Monday 26 September 2011

Letting the barriers down

At the allotment our pens are divided with netting.  The permanent residents, our breeding girls, have the largest pen and have 2 coops to choose from.  They swap around all the time.    The dinner girls have a separate pen with 2 coops;  the dinner boys (one of whom will be our replacement cockerel) have a separate pen and a large shed.

Our original plan was to wait until we were down to 1 cockerel and the two (maybe 3 at a push)  dinner girls we wanted to keep to extend our breeding flock,  and then to let them all free range together giving everone the choice of four coops and a shed to sleep in.

The Chicken of Fate has made us bring forward part of these arrangements.  Today DH moved the netting which separated the two pens of girls so they could share.      

We had discussed this, and I wasn't too keen originally.  I was concerned that it meant upsetting the status quo for all the dinner chickens, even those that we weren't going to be keeping long term.   If I'm honest, it also makes me a bit....can't think of the word.....squeamish; the physical separation between the Breeders and the Dinners helps me deal with the fate of the dinners,  and I'm not entirely sure how I will cope next time some of them are due to go. 

The reason we did it in the end is that it should be easier for the Chicken of Fate.  There will be a fair bit of confusion, and neither side will know that she is new to everyone. It also means she won't have to go through one set of hen-pecking in the Dinner pen,  and then another round of it when we merge the pens.


It's a shame that she will take one of the available places for the Dinner Girls. Still, it's not her fault;  and I'm sure I will love her as much as I love the others. Although not as much as I love Norman. No Allotment chook can ever mean as much to me as she does.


_TASK DETAILS_
The answer should be the records below, word for word, with every image left out.

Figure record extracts
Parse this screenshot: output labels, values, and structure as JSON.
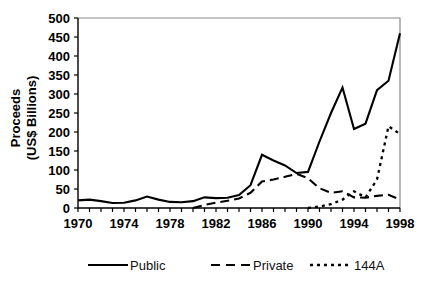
{
  "chart_data": {
    "type": "line",
    "title": "",
    "xlabel": "",
    "ylabel": "Proceeds\n(US$ Billions)",
    "ylabel_line1": "Proceeds",
    "ylabel_line2": "(US$ Billions)",
    "xlim": [
      1970,
      1998
    ],
    "ylim": [
      0,
      500
    ],
    "ytick_step": 50,
    "xtick_step": 1,
    "xtick_label_step": 4,
    "grid": false,
    "legend_position": "bottom",
    "x": [
      1970,
      1971,
      1972,
      1973,
      1974,
      1975,
      1976,
      1977,
      1978,
      1979,
      1980,
      1981,
      1982,
      1983,
      1984,
      1985,
      1986,
      1987,
      1988,
      1989,
      1990,
      1991,
      1992,
      1993,
      1994,
      1995,
      1996,
      1997,
      1998
    ],
    "xticks": [
      1970,
      1971,
      1972,
      1973,
      1974,
      1975,
      1976,
      1977,
      1978,
      1979,
      1980,
      1981,
      1982,
      1983,
      1984,
      1985,
      1986,
      1987,
      1988,
      1989,
      1990,
      1991,
      1992,
      1993,
      1994,
      1995,
      1996,
      1997,
      1998
    ],
    "xtick_labels": [
      "1970",
      "1974",
      "1978",
      "1982",
      "1986",
      "1990",
      "1994",
      "1998"
    ],
    "xtick_label_values": [
      1970,
      1974,
      1978,
      1982,
      1986,
      1990,
      1994,
      1998
    ],
    "yticks": [
      0,
      50,
      100,
      150,
      200,
      250,
      300,
      350,
      400,
      450,
      500
    ],
    "ytick_labels": [
      "0",
      "50",
      "100",
      "150",
      "200",
      "250",
      "300",
      "350",
      "400",
      "450",
      "500"
    ],
    "series": [
      {
        "name": "Public",
        "style": "solid",
        "color": "#000000",
        "x": [
          1970,
          1971,
          1972,
          1973,
          1974,
          1975,
          1976,
          1977,
          1978,
          1979,
          1980,
          1981,
          1982,
          1983,
          1984,
          1985,
          1986,
          1987,
          1988,
          1989,
          1990,
          1991,
          1992,
          1993,
          1994,
          1995,
          1996,
          1997,
          1998
        ],
        "values": [
          20,
          22,
          18,
          13,
          14,
          20,
          30,
          22,
          16,
          15,
          18,
          28,
          26,
          27,
          34,
          60,
          140,
          125,
          112,
          92,
          95,
          175,
          250,
          317,
          208,
          222,
          310,
          335,
          460
        ]
      },
      {
        "name": "Private",
        "style": "dashed",
        "color": "#000000",
        "x": [
          1980,
          1981,
          1982,
          1983,
          1984,
          1985,
          1986,
          1987,
          1988,
          1989,
          1990,
          1991,
          1992,
          1993,
          1994,
          1995,
          1996,
          1997,
          1998
        ],
        "values": [
          0,
          8,
          14,
          19,
          25,
          40,
          70,
          75,
          82,
          90,
          78,
          52,
          40,
          44,
          28,
          27,
          32,
          35,
          22
        ]
      },
      {
        "name": "144A",
        "style": "dotted",
        "color": "#000000",
        "x": [
          1990,
          1991,
          1992,
          1993,
          1994,
          1995,
          1996,
          1997,
          1998
        ],
        "values": [
          0,
          4,
          10,
          22,
          44,
          28,
          75,
          215,
          195
        ]
      }
    ],
    "legend": [
      {
        "label": "Public",
        "style": "solid"
      },
      {
        "label": "Private",
        "style": "dashed"
      },
      {
        "label": "144A",
        "style": "dotted"
      }
    ]
  }
}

_PROBLEM SOLUTION_
Parse this screenshot: output labels, values, and structure as JSON.
{
  "chart_data": {
    "type": "line",
    "title": "",
    "xlabel": "",
    "ylabel": "Proceeds\n(US$ Billions)",
    "ylabel_line1": "Proceeds",
    "ylabel_line2": "(US$ Billions)",
    "xlim": [
      1970,
      1998
    ],
    "ylim": [
      0,
      500
    ],
    "ytick_step": 50,
    "xtick_step": 1,
    "xtick_label_step": 4,
    "grid": false,
    "legend_position": "bottom",
    "x": [
      1970,
      1971,
      1972,
      1973,
      1974,
      1975,
      1976,
      1977,
      1978,
      1979,
      1980,
      1981,
      1982,
      1983,
      1984,
      1985,
      1986,
      1987,
      1988,
      1989,
      1990,
      1991,
      1992,
      1993,
      1994,
      1995,
      1996,
      1997,
      1998
    ],
    "xticks": [
      1970,
      1971,
      1972,
      1973,
      1974,
      1975,
      1976,
      1977,
      1978,
      1979,
      1980,
      1981,
      1982,
      1983,
      1984,
      1985,
      1986,
      1987,
      1988,
      1989,
      1990,
      1991,
      1992,
      1993,
      1994,
      1995,
      1996,
      1997,
      1998
    ],
    "xtick_labels": [
      "1970",
      "1974",
      "1978",
      "1982",
      "1986",
      "1990",
      "1994",
      "1998"
    ],
    "xtick_label_values": [
      1970,
      1974,
      1978,
      1982,
      1986,
      1990,
      1994,
      1998
    ],
    "yticks": [
      0,
      50,
      100,
      150,
      200,
      250,
      300,
      350,
      400,
      450,
      500
    ],
    "ytick_labels": [
      "0",
      "50",
      "100",
      "150",
      "200",
      "250",
      "300",
      "350",
      "400",
      "450",
      "500"
    ],
    "series": [
      {
        "name": "Public",
        "style": "solid",
        "color": "#000000",
        "x": [
          1970,
          1971,
          1972,
          1973,
          1974,
          1975,
          1976,
          1977,
          1978,
          1979,
          1980,
          1981,
          1982,
          1983,
          1984,
          1985,
          1986,
          1987,
          1988,
          1989,
          1990,
          1991,
          1992,
          1993,
          1994,
          1995,
          1996,
          1997,
          1998
        ],
        "values": [
          20,
          22,
          18,
          13,
          14,
          20,
          30,
          22,
          16,
          15,
          18,
          28,
          26,
          27,
          34,
          60,
          140,
          125,
          112,
          92,
          95,
          175,
          250,
          317,
          208,
          222,
          310,
          335,
          460
        ]
      },
      {
        "name": "Private",
        "style": "dashed",
        "color": "#000000",
        "x": [
          1980,
          1981,
          1982,
          1983,
          1984,
          1985,
          1986,
          1987,
          1988,
          1989,
          1990,
          1991,
          1992,
          1993,
          1994,
          1995,
          1996,
          1997,
          1998
        ],
        "values": [
          0,
          8,
          14,
          19,
          25,
          40,
          70,
          75,
          82,
          90,
          78,
          52,
          40,
          44,
          28,
          27,
          32,
          35,
          22
        ]
      },
      {
        "name": "144A",
        "style": "dotted",
        "color": "#000000",
        "x": [
          1990,
          1991,
          1992,
          1993,
          1994,
          1995,
          1996,
          1997,
          1998
        ],
        "values": [
          0,
          4,
          10,
          22,
          44,
          28,
          75,
          215,
          195
        ]
      }
    ],
    "legend": [
      {
        "label": "Public",
        "style": "solid"
      },
      {
        "label": "Private",
        "style": "dashed"
      },
      {
        "label": "144A",
        "style": "dotted"
      }
    ]
  }
}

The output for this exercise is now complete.